___ INFORMATION

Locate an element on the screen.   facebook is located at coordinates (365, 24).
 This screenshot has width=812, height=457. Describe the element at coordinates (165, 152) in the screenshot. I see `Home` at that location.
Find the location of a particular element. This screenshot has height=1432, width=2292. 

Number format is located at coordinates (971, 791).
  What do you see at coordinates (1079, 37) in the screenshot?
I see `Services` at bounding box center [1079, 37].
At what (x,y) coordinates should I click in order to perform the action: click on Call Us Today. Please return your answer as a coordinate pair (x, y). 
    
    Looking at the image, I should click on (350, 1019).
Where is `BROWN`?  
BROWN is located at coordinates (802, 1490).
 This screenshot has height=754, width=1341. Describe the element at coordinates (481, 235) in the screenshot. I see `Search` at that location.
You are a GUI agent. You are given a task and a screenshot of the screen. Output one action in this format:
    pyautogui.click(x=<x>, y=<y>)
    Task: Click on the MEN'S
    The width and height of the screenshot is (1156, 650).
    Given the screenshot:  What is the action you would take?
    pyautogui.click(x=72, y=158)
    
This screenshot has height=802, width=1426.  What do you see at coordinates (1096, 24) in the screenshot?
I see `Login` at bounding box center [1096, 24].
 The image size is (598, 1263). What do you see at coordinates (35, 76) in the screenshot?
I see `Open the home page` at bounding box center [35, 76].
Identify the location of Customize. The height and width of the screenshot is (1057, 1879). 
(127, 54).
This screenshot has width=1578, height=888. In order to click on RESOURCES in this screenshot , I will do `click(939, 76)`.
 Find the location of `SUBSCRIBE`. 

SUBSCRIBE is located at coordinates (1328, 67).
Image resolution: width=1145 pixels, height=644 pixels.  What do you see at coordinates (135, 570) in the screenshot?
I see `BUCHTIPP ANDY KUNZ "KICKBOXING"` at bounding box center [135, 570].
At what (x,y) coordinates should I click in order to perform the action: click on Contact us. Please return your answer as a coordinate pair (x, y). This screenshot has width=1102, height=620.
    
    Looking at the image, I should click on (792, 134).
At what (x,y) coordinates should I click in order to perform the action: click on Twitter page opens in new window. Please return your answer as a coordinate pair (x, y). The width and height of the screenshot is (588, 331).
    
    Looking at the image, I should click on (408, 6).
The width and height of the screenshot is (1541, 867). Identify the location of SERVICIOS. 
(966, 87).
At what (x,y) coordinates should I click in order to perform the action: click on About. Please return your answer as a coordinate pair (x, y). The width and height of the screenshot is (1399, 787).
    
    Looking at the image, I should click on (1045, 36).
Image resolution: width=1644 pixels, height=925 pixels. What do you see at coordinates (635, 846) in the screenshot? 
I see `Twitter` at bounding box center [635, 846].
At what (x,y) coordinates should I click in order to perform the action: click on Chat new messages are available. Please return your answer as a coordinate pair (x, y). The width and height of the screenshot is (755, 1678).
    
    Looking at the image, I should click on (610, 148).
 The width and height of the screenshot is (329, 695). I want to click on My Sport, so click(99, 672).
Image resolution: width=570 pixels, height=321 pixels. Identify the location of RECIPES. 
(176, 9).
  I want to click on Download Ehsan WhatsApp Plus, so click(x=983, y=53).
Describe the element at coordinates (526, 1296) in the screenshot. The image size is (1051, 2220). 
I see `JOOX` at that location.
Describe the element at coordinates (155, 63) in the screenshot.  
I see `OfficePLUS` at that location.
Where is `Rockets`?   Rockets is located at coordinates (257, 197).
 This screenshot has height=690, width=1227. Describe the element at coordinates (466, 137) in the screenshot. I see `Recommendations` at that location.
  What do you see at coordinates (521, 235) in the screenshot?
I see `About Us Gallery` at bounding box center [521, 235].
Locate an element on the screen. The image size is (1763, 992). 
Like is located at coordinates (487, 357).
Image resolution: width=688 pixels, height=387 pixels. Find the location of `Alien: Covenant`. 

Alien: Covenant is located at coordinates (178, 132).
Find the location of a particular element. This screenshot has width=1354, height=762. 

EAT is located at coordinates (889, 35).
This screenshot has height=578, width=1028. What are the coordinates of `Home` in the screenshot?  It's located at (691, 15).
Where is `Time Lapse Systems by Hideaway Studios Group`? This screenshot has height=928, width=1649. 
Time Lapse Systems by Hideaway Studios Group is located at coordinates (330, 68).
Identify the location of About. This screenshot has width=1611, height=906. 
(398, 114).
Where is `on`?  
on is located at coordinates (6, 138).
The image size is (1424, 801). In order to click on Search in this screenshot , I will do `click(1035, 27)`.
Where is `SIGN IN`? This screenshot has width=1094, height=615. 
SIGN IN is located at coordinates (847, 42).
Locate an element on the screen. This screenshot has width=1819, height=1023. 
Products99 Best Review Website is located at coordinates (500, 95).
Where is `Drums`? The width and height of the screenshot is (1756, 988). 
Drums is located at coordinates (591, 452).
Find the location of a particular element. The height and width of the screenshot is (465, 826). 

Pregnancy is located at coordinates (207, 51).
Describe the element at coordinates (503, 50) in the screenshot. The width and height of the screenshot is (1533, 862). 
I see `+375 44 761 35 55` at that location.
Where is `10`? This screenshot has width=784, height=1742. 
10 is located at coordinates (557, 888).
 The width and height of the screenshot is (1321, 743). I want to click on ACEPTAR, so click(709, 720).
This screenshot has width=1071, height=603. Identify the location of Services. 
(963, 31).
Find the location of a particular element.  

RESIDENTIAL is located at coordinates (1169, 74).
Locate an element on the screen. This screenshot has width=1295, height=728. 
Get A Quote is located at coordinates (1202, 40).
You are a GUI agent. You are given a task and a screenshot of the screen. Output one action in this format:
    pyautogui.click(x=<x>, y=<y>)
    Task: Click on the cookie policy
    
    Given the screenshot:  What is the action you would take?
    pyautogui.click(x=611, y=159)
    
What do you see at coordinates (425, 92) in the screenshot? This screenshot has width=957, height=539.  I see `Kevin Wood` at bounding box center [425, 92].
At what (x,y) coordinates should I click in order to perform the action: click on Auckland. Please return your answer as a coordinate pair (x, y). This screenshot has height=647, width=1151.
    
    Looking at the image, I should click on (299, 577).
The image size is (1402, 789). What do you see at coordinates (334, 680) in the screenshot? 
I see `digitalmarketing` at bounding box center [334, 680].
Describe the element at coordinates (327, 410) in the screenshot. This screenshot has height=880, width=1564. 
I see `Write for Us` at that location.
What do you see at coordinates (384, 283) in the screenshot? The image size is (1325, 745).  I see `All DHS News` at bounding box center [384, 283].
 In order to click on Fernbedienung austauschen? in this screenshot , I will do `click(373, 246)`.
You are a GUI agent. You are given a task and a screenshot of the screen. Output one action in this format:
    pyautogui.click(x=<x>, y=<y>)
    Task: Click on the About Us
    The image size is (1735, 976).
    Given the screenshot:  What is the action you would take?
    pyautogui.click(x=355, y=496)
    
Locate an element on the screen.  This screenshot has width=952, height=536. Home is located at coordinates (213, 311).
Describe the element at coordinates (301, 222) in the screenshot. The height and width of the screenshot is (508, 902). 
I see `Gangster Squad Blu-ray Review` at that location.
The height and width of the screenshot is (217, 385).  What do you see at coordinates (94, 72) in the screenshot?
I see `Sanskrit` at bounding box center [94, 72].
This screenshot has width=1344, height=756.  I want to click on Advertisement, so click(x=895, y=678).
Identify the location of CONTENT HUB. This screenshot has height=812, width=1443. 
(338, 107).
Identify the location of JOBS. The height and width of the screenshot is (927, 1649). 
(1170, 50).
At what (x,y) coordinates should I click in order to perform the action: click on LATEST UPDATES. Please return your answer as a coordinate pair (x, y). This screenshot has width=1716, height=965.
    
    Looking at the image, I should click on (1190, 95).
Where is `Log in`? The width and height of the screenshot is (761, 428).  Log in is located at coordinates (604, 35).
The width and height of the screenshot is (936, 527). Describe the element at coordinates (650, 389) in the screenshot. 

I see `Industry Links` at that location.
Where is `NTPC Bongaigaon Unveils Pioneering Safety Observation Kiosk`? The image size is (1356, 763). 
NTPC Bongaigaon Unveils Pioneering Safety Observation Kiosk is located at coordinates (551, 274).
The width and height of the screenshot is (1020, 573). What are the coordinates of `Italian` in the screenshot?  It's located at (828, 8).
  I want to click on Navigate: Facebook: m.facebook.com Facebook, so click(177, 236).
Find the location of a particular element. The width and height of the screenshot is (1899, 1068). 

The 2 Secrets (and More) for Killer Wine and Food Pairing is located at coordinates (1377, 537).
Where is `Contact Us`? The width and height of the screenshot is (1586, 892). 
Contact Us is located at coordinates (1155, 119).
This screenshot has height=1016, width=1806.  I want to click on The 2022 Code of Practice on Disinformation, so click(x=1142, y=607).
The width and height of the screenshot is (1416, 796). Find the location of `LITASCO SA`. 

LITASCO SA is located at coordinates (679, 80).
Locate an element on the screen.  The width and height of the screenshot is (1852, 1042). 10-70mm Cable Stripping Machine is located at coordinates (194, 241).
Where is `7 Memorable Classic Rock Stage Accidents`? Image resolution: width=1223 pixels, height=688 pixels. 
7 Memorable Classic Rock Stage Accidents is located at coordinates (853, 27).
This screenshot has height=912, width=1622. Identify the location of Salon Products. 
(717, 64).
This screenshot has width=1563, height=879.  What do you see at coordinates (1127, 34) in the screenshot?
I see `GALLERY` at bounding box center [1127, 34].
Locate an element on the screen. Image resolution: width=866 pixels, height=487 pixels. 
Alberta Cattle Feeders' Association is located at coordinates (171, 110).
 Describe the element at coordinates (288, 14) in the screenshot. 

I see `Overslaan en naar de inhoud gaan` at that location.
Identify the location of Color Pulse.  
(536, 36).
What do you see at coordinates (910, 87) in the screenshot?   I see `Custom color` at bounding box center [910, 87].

______

> [WHAT IS NEEDED]: Out of the data above, set down the lines from the one with "Describe the element at coordinates (155, 63)" to the one with "This screenshot has height=578, width=1028.", both included, exactly as written and with no additions.

> [EXPECTED ANSWER]:
Describe the element at coordinates (155, 63) in the screenshot.  
I see `OfficePLUS` at that location.
Where is `Rockets`?   Rockets is located at coordinates (257, 197).
 This screenshot has height=690, width=1227. Describe the element at coordinates (466, 137) in the screenshot. I see `Recommendations` at that location.
  What do you see at coordinates (521, 235) in the screenshot?
I see `About Us Gallery` at bounding box center [521, 235].
Locate an element on the screen. The image size is (1763, 992). 
Like is located at coordinates (487, 357).
Image resolution: width=688 pixels, height=387 pixels. Find the location of `Alien: Covenant`. 

Alien: Covenant is located at coordinates (178, 132).
Find the location of a particular element. This screenshot has width=1354, height=762. 

EAT is located at coordinates (889, 35).
This screenshot has height=578, width=1028. What are the coordinates of `Home` in the screenshot?  It's located at (691, 15).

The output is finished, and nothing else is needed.